Erin’s work in Detroit over the last six years has tended to be between people, organizations and disciplines. Currently she serves as the Lead Landscape Strategist for the City of Detroit’s Planning and Development Department. Previous local collaborators include the Detroit Revitalization Fellows, the Detroit Collaborative Design Center and Detroit Future City.
Throughout this time and with the insights of a group of conspirators and specialists, Erin has been documenting sites of urban wildernesses in Detroit, to understand places and ecologies quietly produced through acts of quarantine and confinement.
CM Detroit: Don’t give it all away just yet but can you tell us in three words what you’ll be talking about on the 19th?
Erin: Immigrants*, Time & Magic (*plants)

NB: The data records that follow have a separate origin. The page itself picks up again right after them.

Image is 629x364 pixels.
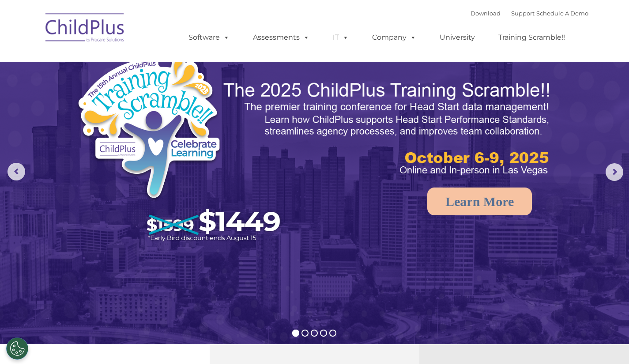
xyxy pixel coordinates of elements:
[489,28,574,46] a: Training Scramble!!
[180,28,238,46] a: Software
[6,337,28,360] button: Cookies Settings
[324,28,357,46] a: IT
[123,58,150,65] span: Last name
[123,95,160,101] span: Phone number
[41,7,129,51] img: ChildPlus by Procare Solutions
[431,28,484,46] a: University
[536,10,588,17] a: Schedule A Demo
[511,10,535,17] a: Support
[428,187,532,215] a: Learn More
[363,28,425,46] a: Company
[471,10,588,17] font: |
[244,28,318,46] a: Assessments
[471,10,500,17] a: Download
[485,268,629,364] iframe: Chat Widget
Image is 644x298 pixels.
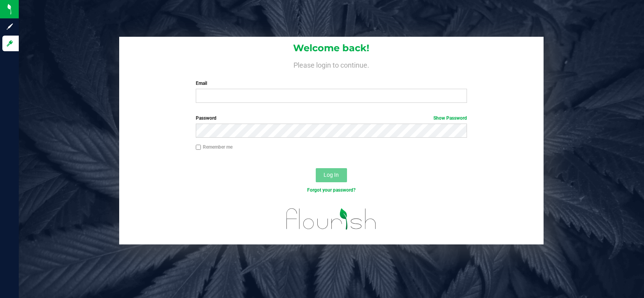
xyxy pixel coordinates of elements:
[119,60,544,69] h4: Please login to continue.
[279,202,385,236] img: flourish_logo.svg
[196,145,201,150] input: Remember me
[6,39,14,47] inline-svg: Log in
[196,116,217,121] span: Password
[119,43,544,53] h1: Welcome back!
[316,168,347,182] button: Log In
[6,22,14,31] inline-svg: Sign up
[196,80,467,87] label: Email
[323,172,339,178] span: Log In
[433,116,467,121] a: Show Password
[196,144,233,151] label: Remember me
[307,187,356,193] a: Forgot your password?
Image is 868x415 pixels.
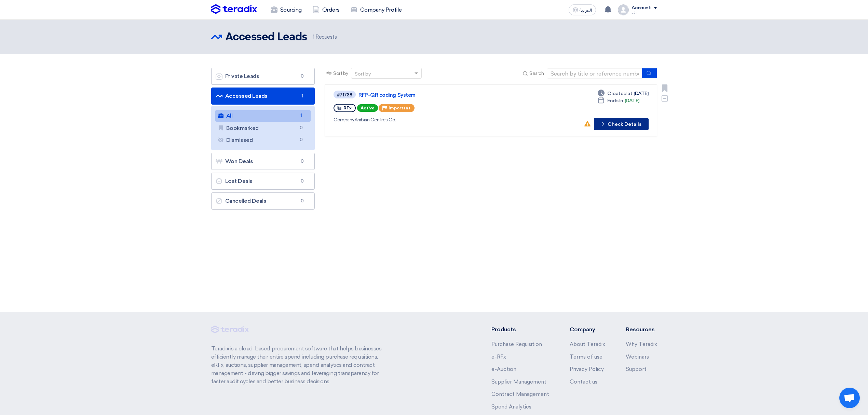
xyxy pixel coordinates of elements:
span: 0 [298,198,306,204]
li: Products [491,326,549,334]
a: Supplier Management [491,379,546,385]
li: Resources [625,326,657,334]
a: RFP-QR coding System [358,92,529,98]
input: Search by title or reference number [546,68,642,78]
a: About Teradix [570,341,605,348]
a: Lost Deals0 [211,173,315,190]
span: 1 [312,34,314,40]
a: Contact us [570,379,597,385]
a: e-RFx [491,354,506,360]
span: 1 [298,93,306,100]
span: 0 [297,136,305,143]
a: e-Auction [491,366,516,373]
a: Privacy Policy [570,366,603,373]
a: Accessed Leads1 [211,88,315,105]
p: Teradix is a cloud-based procurement software that helps businesses efficiently manage their enti... [211,345,390,386]
a: Private Leads0 [211,67,315,85]
span: Created at [607,90,632,97]
span: Company [333,117,354,123]
a: Sourcing [265,2,307,18]
h2: Accessed Leads [225,31,307,44]
span: Important [388,105,410,111]
button: العربية [568,4,596,15]
span: 1 [297,112,305,119]
div: [DATE] [597,90,648,97]
a: All [215,110,311,121]
span: 0 [298,178,306,184]
a: Cancelled Deals0 [211,192,315,209]
a: Orders [307,2,345,18]
a: Why Teradix [625,341,657,348]
div: Jalil [631,10,657,15]
div: Arabian Centres Co. [333,116,530,124]
div: [DATE] [597,97,639,104]
div: Account [631,5,651,11]
a: Company Profile [345,2,407,18]
span: Sort by [333,70,348,77]
a: Terms of use [570,354,603,360]
a: Won Deals0 [211,153,315,170]
div: Sort by [355,70,371,78]
span: Active [357,104,378,112]
img: profile_test.png [618,4,629,15]
a: Support [625,366,646,373]
a: Dismissed [215,135,311,146]
a: Spend Analytics [491,404,531,410]
div: #71738 [337,93,352,97]
a: Webinars [625,354,649,360]
span: Requests [312,33,337,41]
img: Teradix logo [211,4,257,15]
span: 0 [297,124,305,132]
span: RFx [343,105,352,111]
li: Company [570,326,605,334]
button: Check Details [594,118,649,130]
a: Bookmarked [215,122,311,134]
a: Contract Management [491,391,549,397]
a: Purchase Requisition [491,341,542,348]
span: العربية [579,8,592,12]
span: 0 [298,72,306,80]
div: دردشة مفتوحة [839,388,859,408]
span: Ends In [607,97,623,104]
span: 0 [298,158,306,165]
span: Search [529,70,543,77]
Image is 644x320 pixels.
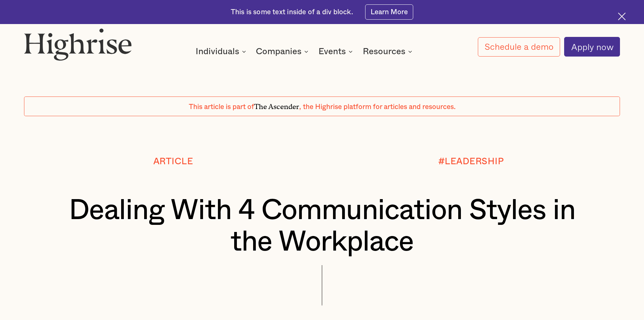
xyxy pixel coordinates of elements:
a: Schedule a demo [478,37,560,57]
img: Highrise logo [24,28,132,61]
div: Companies [256,48,302,55]
a: Learn More [365,4,414,20]
a: Apply now [564,37,620,57]
div: Events [319,48,346,55]
span: This article is part of [189,103,254,110]
img: Cross icon [618,13,626,20]
div: Individuals [196,48,239,55]
span: , the Highrise platform for articles and resources. [299,103,455,110]
div: Article [154,157,193,166]
span: The Ascender [254,101,299,109]
div: #LEADERSHIP [439,157,504,166]
div: Resources [363,48,405,55]
h1: Dealing With 4 Communication Styles in the Workplace [49,195,595,258]
div: This is some text inside of a div block. [231,7,353,17]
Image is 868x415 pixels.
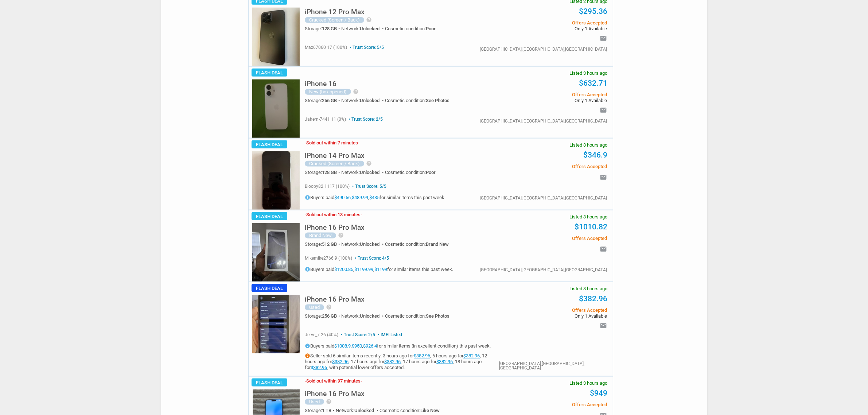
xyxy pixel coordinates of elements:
[497,402,607,407] span: Offers Accepted
[480,267,607,272] div: [GEOGRAPHIC_DATA],[GEOGRAPHIC_DATA],[GEOGRAPHIC_DATA]
[374,267,387,273] a: $1199
[497,20,607,25] span: Offers Accepted
[305,305,324,310] div: Used
[366,17,372,23] i: help
[348,45,384,50] span: Trust Score: 5/5
[497,308,607,313] span: Offers Accepted
[360,169,379,175] span: Unlocked
[305,26,341,31] div: Storage:
[305,8,365,15] h5: iPhone 12 Pro Max
[497,164,607,169] span: Offers Accepted
[420,408,440,413] span: Like New
[305,297,365,303] a: iPhone 16 Pro Max
[305,353,499,370] h5: Seller sold 6 similar items recently: 3 hours ago for , 6 hours ago for , 12 hours ago for , 17 h...
[305,154,365,159] a: iPhone 14 Pro Max
[305,212,306,217] span: -
[360,313,379,319] span: Unlocked
[354,256,389,261] span: Trust Score: 4/5
[305,390,365,397] h5: iPhone 16 Pro Max
[463,354,480,359] a: $382.96
[252,223,299,282] img: s-l225.jpg
[363,343,377,349] a: $926.4
[326,304,332,310] i: help
[252,79,299,138] img: s-l225.jpg
[305,161,364,167] div: Cracked (Screen / Back)
[436,359,453,364] a: $382.96
[305,256,352,261] span: mikemike2766 9 (100%)
[351,184,386,189] span: Trust Score: 5/5
[599,35,607,42] i: email
[426,313,450,319] span: See Photos
[379,408,440,413] div: Cosmetic condition:
[599,106,607,114] i: email
[305,170,341,175] div: Storage:
[599,173,607,181] i: email
[305,17,364,23] div: Cracked (Screen / Back)
[361,212,362,217] span: -
[252,151,299,209] img: s-l225.jpg
[426,98,450,103] span: See Photos
[358,140,360,145] span: -
[305,212,362,217] h3: Sold out within 13 minutes
[579,294,607,303] a: $382.96
[305,266,310,272] i: info
[252,69,287,77] span: Flash Deal
[599,246,607,253] i: email
[579,7,607,16] a: $295.36
[385,314,450,318] div: Cosmetic condition:
[305,233,336,239] div: Brand New
[322,169,337,175] span: 128 GB
[305,225,365,231] a: iPhone 16 Pro Max
[341,242,385,247] div: Network:
[385,98,450,103] div: Cosmetic condition:
[570,286,607,291] span: Listed 3 hours ago
[322,408,332,413] span: 1 TB
[385,170,436,175] div: Cosmetic condition:
[366,160,372,166] i: help
[305,140,360,145] h3: Sold out within 7 minutes
[480,119,607,123] div: [GEOGRAPHIC_DATA],[GEOGRAPHIC_DATA],[GEOGRAPHIC_DATA]
[341,26,385,31] div: Network:
[499,362,607,370] div: [GEOGRAPHIC_DATA],[GEOGRAPHIC_DATA],[GEOGRAPHIC_DATA]
[385,26,436,31] div: Cosmetic condition:
[497,98,607,103] span: Only 1 Available
[480,47,607,51] div: [GEOGRAPHIC_DATA],[GEOGRAPHIC_DATA],[GEOGRAPHIC_DATA]
[570,215,607,219] span: Listed 3 hours ago
[347,117,383,122] span: Trust Score: 2/5
[579,79,607,87] a: $632.71
[305,82,337,87] a: iPhone 16
[305,392,365,397] a: iPhone 16 Pro Max
[305,353,310,359] i: info
[305,296,365,303] h5: iPhone 16 Pro Max
[414,354,430,359] a: $382.96
[570,142,607,148] span: Listed 3 hours ago
[326,399,332,404] i: help
[252,8,299,66] img: s-l225.jpg
[305,184,350,189] span: bloopy82 1117 (100%)
[305,343,499,349] h5: Buyers paid , , for similar items (in excellent condition) this past week.
[305,10,365,15] a: iPhone 12 Pro Max
[305,343,310,349] i: info
[305,408,335,413] div: Storage:
[322,313,337,319] span: 256 GB
[355,408,374,413] span: Unlocked
[355,267,373,273] a: $1199.99
[305,80,337,87] h5: iPhone 16
[305,89,351,95] div: New (box opened)
[305,224,365,231] h5: iPhone 16 Pro Max
[497,236,607,240] span: Offers Accepted
[339,332,375,337] span: Trust Score: 2/5
[305,195,445,200] h5: Buyers paid , , for similar items this past week.
[305,266,453,272] h5: Buyers paid , , for similar items this past week.
[497,314,607,318] span: Only 1 Available
[338,233,344,238] i: help
[426,242,449,247] span: Brand New
[252,284,287,292] span: Flash Deal
[305,45,347,50] span: max67060 17 (100%)
[369,195,379,200] a: $435
[252,378,287,386] span: Flash Deal
[305,242,341,247] div: Storage:
[334,343,351,349] a: $1008.9
[335,408,379,413] div: Network:
[252,140,287,149] span: Flash Deal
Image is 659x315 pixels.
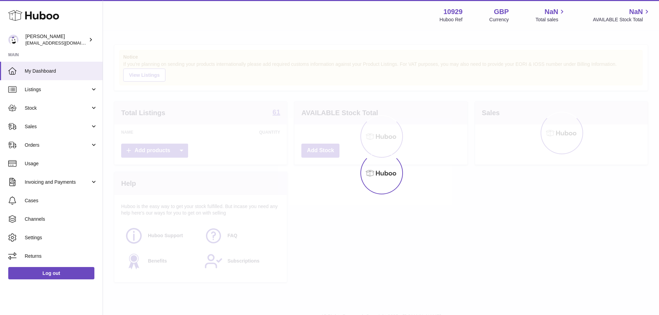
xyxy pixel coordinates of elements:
span: Listings [25,86,90,93]
span: AVAILABLE Stock Total [593,16,651,23]
span: Cases [25,198,97,204]
span: NaN [544,7,558,16]
span: Sales [25,124,90,130]
a: NaN AVAILABLE Stock Total [593,7,651,23]
div: [PERSON_NAME] [25,33,87,46]
span: NaN [629,7,643,16]
div: Huboo Ref [440,16,463,23]
a: Log out [8,267,94,280]
span: Returns [25,253,97,260]
span: Stock [25,105,90,112]
div: Currency [489,16,509,23]
span: Usage [25,161,97,167]
span: Settings [25,235,97,241]
strong: 10929 [443,7,463,16]
strong: GBP [494,7,509,16]
span: Invoicing and Payments [25,179,90,186]
span: Total sales [535,16,566,23]
span: Channels [25,216,97,223]
span: My Dashboard [25,68,97,74]
span: Orders [25,142,90,149]
img: internalAdmin-10929@internal.huboo.com [8,35,19,45]
span: [EMAIL_ADDRESS][DOMAIN_NAME] [25,40,101,46]
a: NaN Total sales [535,7,566,23]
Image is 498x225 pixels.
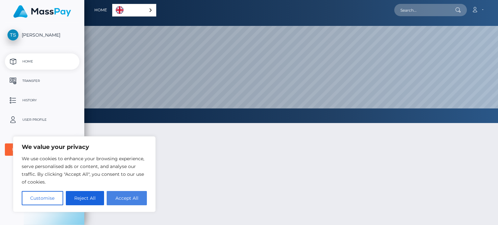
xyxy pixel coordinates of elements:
p: User Profile [7,115,77,125]
a: History [5,92,79,109]
aside: Language selected: English [112,4,156,17]
span: [PERSON_NAME] [5,32,79,38]
a: User Profile [5,112,79,128]
a: English [113,4,156,16]
button: User Agreements [5,144,79,156]
a: Transfer [5,73,79,89]
div: We value your privacy [13,137,156,212]
input: Search... [394,4,455,16]
a: Home [5,54,79,70]
div: Language [112,4,156,17]
img: MassPay [13,5,71,18]
p: History [7,96,77,105]
p: Home [7,57,77,66]
p: We use cookies to enhance your browsing experience, serve personalised ads or content, and analys... [22,155,147,186]
button: Reject All [66,191,104,206]
a: Home [94,3,107,17]
button: Accept All [107,191,147,206]
button: Customise [22,191,63,206]
p: Transfer [7,76,77,86]
div: User Agreements [12,147,65,152]
p: We value your privacy [22,143,147,151]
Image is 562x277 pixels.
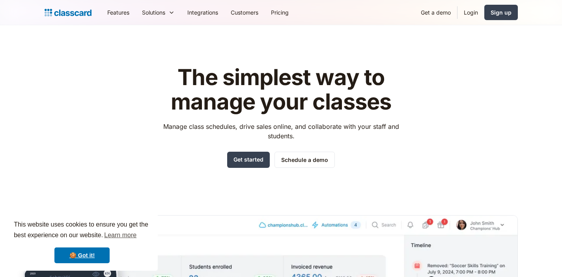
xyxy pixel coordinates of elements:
a: Customers [224,4,265,21]
a: dismiss cookie message [54,248,110,263]
div: Sign up [490,8,511,17]
a: Sign up [484,5,518,20]
div: Solutions [136,4,181,21]
a: Login [457,4,484,21]
a: Get started [227,152,270,168]
a: home [45,7,91,18]
h1: The simplest way to manage your classes [156,65,406,114]
a: Pricing [265,4,295,21]
a: Features [101,4,136,21]
span: This website uses cookies to ensure you get the best experience on our website. [14,220,150,241]
a: Get a demo [414,4,457,21]
p: Manage class schedules, drive sales online, and collaborate with your staff and students. [156,122,406,141]
div: Solutions [142,8,165,17]
div: cookieconsent [6,212,158,271]
a: Integrations [181,4,224,21]
a: Schedule a demo [274,152,335,168]
a: learn more about cookies [103,229,138,241]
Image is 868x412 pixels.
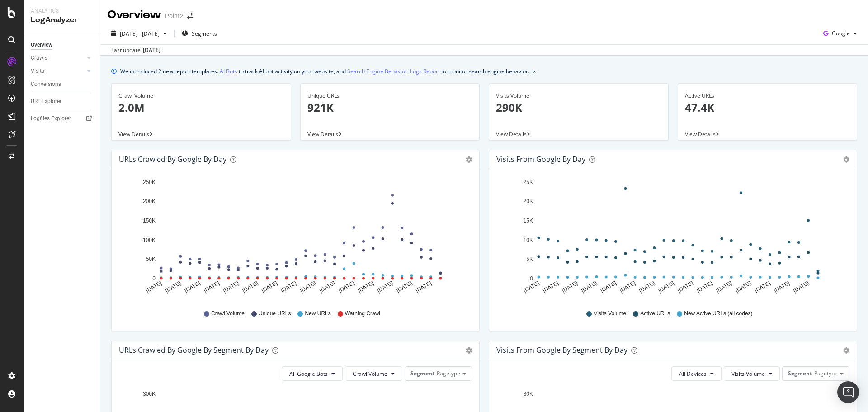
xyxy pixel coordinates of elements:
text: 30K [524,391,533,397]
div: Logfiles Explorer [31,114,71,123]
text: 10K [524,237,533,243]
span: Visits Volume [731,369,765,377]
span: Unique URLs [258,309,291,317]
span: [DATE] - [DATE] [120,30,160,38]
span: Active URLs [641,309,670,317]
button: close banner [531,65,538,77]
span: Segment [788,369,812,376]
text: [DATE] [338,279,356,294]
span: View Details [118,130,149,138]
span: Warning Crawl [345,309,380,317]
text: [DATE] [676,279,694,294]
text: 25K [524,179,533,185]
text: [DATE] [299,279,317,294]
div: Visits Volume [496,92,662,100]
text: [DATE] [792,279,810,294]
text: [DATE] [696,279,714,294]
div: [DATE] [143,46,160,54]
span: All Devices [679,369,707,377]
button: Crawl Volume [345,366,403,380]
div: We introduced 2 new report templates: to track AI bot activity on your website, and to monitor se... [120,66,529,76]
a: AI Bots [220,66,238,76]
svg: A chart. [497,175,847,301]
text: [DATE] [753,279,772,294]
text: [DATE] [202,279,220,294]
span: New Active URLs (all codes) [684,309,753,317]
text: 150K [143,217,156,223]
div: Active URLs [685,92,851,100]
span: Segments [192,30,217,38]
div: gear [844,156,850,163]
text: [DATE] [561,279,579,294]
span: View Details [307,130,338,138]
text: 100K [143,237,156,243]
p: 290K [496,100,662,115]
div: URLs Crawled by Google by day [119,155,227,163]
span: Pagetype [437,369,460,376]
div: Overview [107,7,161,23]
button: Visits Volume [724,366,780,380]
div: Crawl Volume [118,92,284,100]
p: 2.0M [118,100,284,115]
text: [DATE] [581,279,598,294]
text: [DATE] [735,279,753,294]
text: 200K [143,198,156,204]
text: [DATE] [280,279,298,294]
text: 300K [143,391,156,397]
span: New URLs [305,309,331,317]
div: gear [844,347,850,354]
text: [DATE] [395,279,413,294]
button: All Devices [671,366,722,380]
div: Visits [31,66,44,76]
text: 250K [143,179,156,185]
text: [DATE] [716,279,734,294]
text: [DATE] [183,279,201,294]
a: Crawls [31,54,85,63]
span: Pagetype [814,369,838,376]
div: gear [466,156,472,163]
div: Last update [111,46,160,54]
a: Search Engine Behavior: Logs Report [348,66,440,76]
text: [DATE] [638,279,656,294]
text: [DATE] [241,279,259,294]
text: [DATE] [222,279,240,294]
text: [DATE] [318,279,336,294]
div: Conversions [31,80,61,89]
div: Visits from Google By Segment By Day [497,345,628,354]
text: [DATE] [657,279,675,294]
svg: A chart. [119,175,469,301]
p: 47.4K [685,100,851,115]
div: gear [466,347,472,354]
a: Logfiles Explorer [31,114,94,123]
text: [DATE] [145,279,163,294]
span: Google [832,29,850,37]
text: [DATE] [522,279,540,294]
text: [DATE] [376,279,394,294]
span: Crawl Volume [353,369,388,377]
text: [DATE] [415,279,433,294]
button: [DATE] - [DATE] [107,26,171,41]
a: Overview [31,40,94,50]
a: Conversions [31,80,94,89]
button: Google [820,26,861,41]
span: All Google Bots [289,369,328,377]
div: Crawls [31,54,47,63]
text: [DATE] [618,279,637,294]
span: View Details [496,130,527,138]
text: 0 [530,275,533,282]
text: 20K [524,198,533,204]
text: 5K [526,256,533,262]
span: Visits Volume [594,309,626,317]
span: Segment [411,369,434,376]
a: Visits [31,66,85,76]
div: Analytics [31,7,92,15]
div: URL Explorer [31,97,62,107]
button: All Google Bots [282,366,343,380]
text: [DATE] [599,279,618,294]
text: 15K [524,217,533,223]
div: Visits from Google by day [497,155,585,163]
text: [DATE] [261,279,279,294]
text: [DATE] [164,279,182,294]
div: Point2 [165,11,183,21]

CM Detroit: Why Detroit? What keeps you here?
Erin: Today Detroit does not feel like a choice but an under-examined habit. I am a sucker for potential and possibility and at one point in the past I think this is what kept me here—a mix between the people and the possibilities. Perhaps it laziness or distraction, or my tunnel-vision tendencies, but at some point, I stopped questioning Detroit as a choice of personal geography. Now it is simply the place where I live, and that allows me for the most part to pursue my pursuits and occasionally grow in some way, too.
CM Detroit: Since this month’s theme is Serendipity, do you think it is something that can be cultivated? Why or why not?
Erin: Absolutely— in my experience, the things that I pay attention to tend to grow. So maybe it is not serendipity itself that can be cultivated, but rather bringing attention to the conditions that already surround us—serendipity being one in the mix.
CM Detroit: What do you do when you feel “stuck”, creatively?
Erin: When I’m feeling stuck creatively, physical movement is my go-to—whether changing the physical environment I’m working in or taking a break to move my body in some way. The larger version of this is a voyage to another place—but sometimes there aren’t the six weeks available for a proper walkabout, and jumping jacks must suffice. Something I’m currently working through is the impulse to be disciplined and work within the time limits and parameters I’ve set, even if it’s a low energy or low-inspiration moment, as opposed to my impulse to change and move, to change environments or to change my own environment, sometimes (unconsciously even) to delay the inevitable, the uncomfortable starting of something.
CM Detroit: If you were not working on your current endeavors, what might you be doing instead?
Erin: Definitely swimming. I spent quite a bit of time last summer reading up on the social history of swimming, and I’m curious what it might mean for Detroit to become a more swimmable City. As a large metropolitan area perched on the shores of the Great Lakes, swimming to me feels like a form of literacy that should be a birthright here. For me as a personal practice it is an escape, a form of meditation. Recently I’ve become more interested in the spaces and places of swimming, and also why there are so few of these spaces in Detroit. There is a brilliant architect here in Detroit who has been working on this topic for a few years, Claudia Wigger, and she has me actively dreaming about the possibilities of now.
CM Detroit: What’s your favorite animated gif?
Erin: My favorite animated gifs usually involve a cat! Today I’m feeling like this:

Looking for more on Erin before her talk this Friday? Give this article she wrote for UDM’s Dichotomy Journal a read or sign up here for her Botanical Tangents to learn more about how she works with Detroit residents to make, share and learn from projects that explore the benefits of urban wilds as a land management technique.
You can hear Erin explore Serendipity further in person this week during her CreativeMornings talk at WeWork Detroit. Doors open at 8:30 for coffee, snacks, and mingling, and the talk will begin at 9:00am. As always, the event is free - just be sure to grab a ticket!